Although crime, both nationally and in New York City, has plummeted since the early 1990s and the country’s homicide rate is at an all-time low, this decline has been neither smooth nor uncomplicated. The pandemic years brought about a surge in violence and other crimes across the country, from which many cities have only recently recovered. New York City’s historically low crime rate from 2016 to 2019 gave way to an explosion in violence in 2020 and 2021. Although shootings and murders have now fallen to historic lows, overall major crime remained substantially higher in 2025 than it had been in 2019.
What’s plain is that the challenge of curbing crime to its lowest possible level and keeping it there demands all viable strategies, not just enforcement.

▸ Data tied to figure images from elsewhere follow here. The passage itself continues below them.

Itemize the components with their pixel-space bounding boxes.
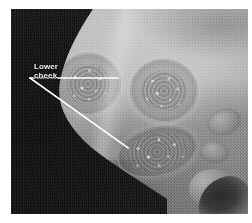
annotation-label-line-2: cheek <box>34 71 58 80</box>
clinical-photograph: Lower cheek <box>11 9 248 214</box>
annotation-label-lower-cheek: Lower cheek <box>34 62 58 80</box>
film-grain-overlay <box>11 9 248 214</box>
figure-root: Lower cheek <box>0 0 252 223</box>
annotation-label-line-1: Lower <box>34 62 58 71</box>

The fiscal uncertainty of this moment for city managers—given fluctuations in the economy, the tax code, and federal funding—should also burnish the appeal of services that are already largely funded as part of a city’s budget, such as improvements to lighting and the planting of trees. The architect Jeanne Gang has observed that a city owns anywhere from 50 percent to 90 percent of a neighborhood, such as its streets, public-housing developments, libraries, and firehouses, and has many capital projects going at any one time. With just a bit more coordination, a project to add a new speed bump or median strip could also involve adding brighter streetlamps and some greenery, which can enhance the built environment and reinforce the informal connections and constraints that help keep people safe.
Police officers, of course, play an essential role in ensuring safety, not least because they have the power and training to do what other citizens can’t. But because reducing crime and disorder is about managing behavior and controlling risk, police are not the only—and are sometimes not the best—way to accomplish these goals in a durable way. The city’s investments in street lighting and civic services a decade ago helped lead to the lowest crime and incarceration rates in decades. As New York City becomes once again split over the best way to keep people safe, there is value in turning to the evidence, which shows that good urban design can have a lasting effect on public safety.